Canadian writer/director Denys Arcand burst upon the international film world in 1986 with his film The Decline of the American Empire, which won the FIPRESCI Prize at Cannes and the Best Foreign Language Film from the New York Film Critics Circle plus it received an Oscar nomination for Best Foreign Language Film (it lost to The Assault, a Nazi-themed WW2 drama from the Netherlands). A witty but cynical talkfest about a gathering of academics obsessed with sex, Decline was often compared by critics at the time to 1983’s The Big Chill, except it was a “feel bad” version of it. More critical acclaim and awards followed for Arcand’s follow-up feature Jesus of Montreal (1989) and his later work, The Barbarian Invasions (2003), which is often regarded as his finest achievement.

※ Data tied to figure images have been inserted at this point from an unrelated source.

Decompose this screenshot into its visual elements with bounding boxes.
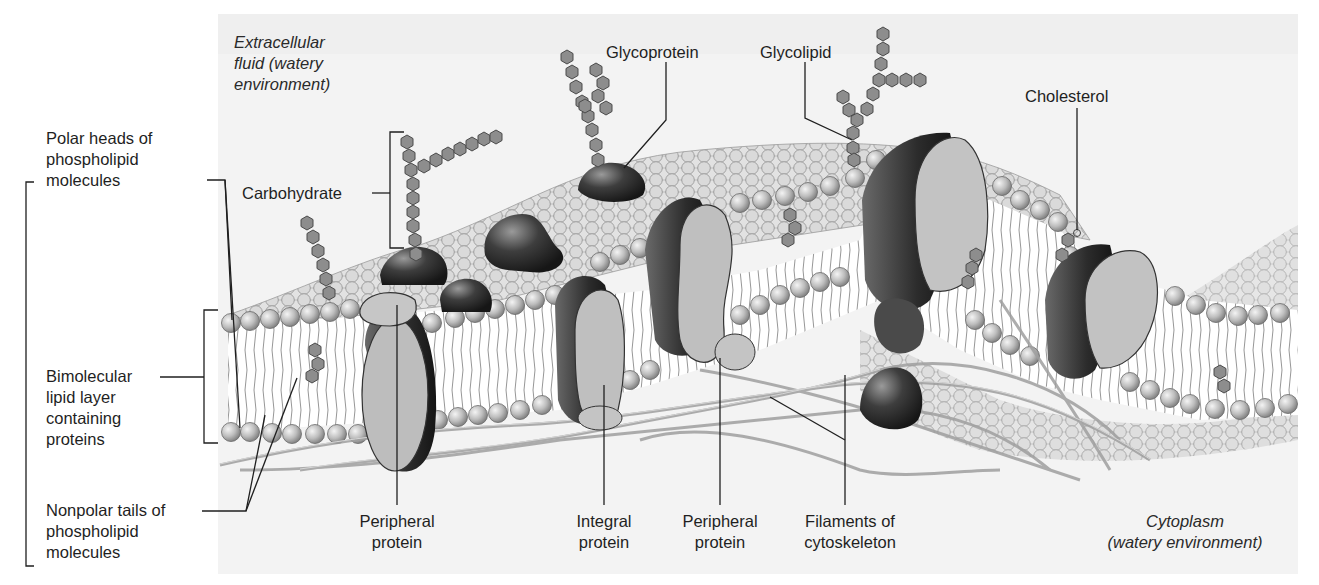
label-peripheral-protein-right: Peripheral protein xyxy=(669,511,771,553)
label-polar-heads: Polar heads of phospholipid molecules xyxy=(46,128,152,191)
label-integral-protein: Integral protein xyxy=(565,511,643,553)
label-cytoplasm: Cytoplasm (watery environment) xyxy=(1100,511,1270,553)
label-glycoprotein: Glycoprotein xyxy=(606,42,699,63)
label-peripheral-protein-left: Peripheral protein xyxy=(346,511,448,553)
label-bimolecular-lipid-layer: Bimolecular lipid layer containing prote… xyxy=(46,366,132,450)
label-glycolipid: Glycolipid xyxy=(760,42,832,63)
membrane-illustration xyxy=(0,0,1319,585)
label-carbohydrate: Carbohydrate xyxy=(242,183,342,204)
label-cytoskeleton-filaments: Filaments of cytoskeleton xyxy=(795,511,905,553)
label-extracellular-fluid: Extracellular fluid (watery environment) xyxy=(234,32,330,95)
label-cholesterol: Cholesterol xyxy=(1025,86,1108,107)
label-nonpolar-tails: Nonpolar tails of phospholipid molecules xyxy=(46,500,165,563)
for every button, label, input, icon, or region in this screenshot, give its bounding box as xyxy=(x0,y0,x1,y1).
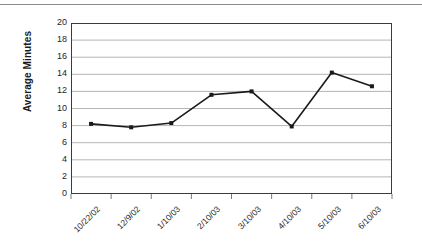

What most non-Canadians didn’t know at the time was that Arcand had made a name for himself making award-winning documentaries for the National Film Board of Canada and then dabbled in the B-movie genre with an unofficial trilogy of crime dramas: La Maudite Galette (English title: Dirty Money, 1972), Rejeanne Padovani (1973) and Gina (1975). These low budget efforts, all of which were shot in Quebec in the French language, helped Arcand hone his skills as a director but were decidedly down and dirty efforts compared to his more intellectual art-house fare in the 1980s yet there is nothing typical or cliched about Arcand’s crime trilogy. Dirty Money depicts a murder scheme for money gone wrong and looks like a precursor to The Coen Brothers’ Blood Simple (1984). Rejeanne Padovani is a sordid tale of political corruption, bribery and murder that was seen as a barely disguised critique of the Canadian government at the time. And Gina, probably my favorite of the three, is a strangely effective hybrid of softcore melodrama and revenge thriller crossed with a bleak portrait of working class life in the provinces – in this case, the textile mill town of Louiseville, Quebec during a particularly frigid winter.

Continue reading

Tales from the Balkans

When Yugoslavia ceased to exist as a country in 1991, the six republics within that nation – Croatia, Montenegro, Serbia, Bosnia & Herzegovina, Slovenia and Macedonia – split up into individual countries but several of them experienced ethnic conflicts and internal strife that erupted into war. Some of the worse infighting and loss of human life took place in the Bosnia, Serbia and Croatia regions between 1991 and 1995 but chaotic conditions continued to affect the six republics up to 2001. Macedonia was spared from most of the war but people in that country lived under the constant threat of impending chaos and some individual feuds could easily have led to a full blown revolution such as the situation depicted in Milcho Manchevski’s Pred Dozhdot (English title: Before the Rain, 1994). The first Macedonian film to receive international recognition and acclaim, Manchevski’s feature debut, however, is not an attempt to delve into the social and political issues that resulted in the Yugoslav Wars or a docu-drama that puts the ethnic conflicts into a contextual frame. Instead, he takes a poetic but accessible approach that creates empathy for the victims and their families in a way that makes it just as timely and relevant today as it was in 1994.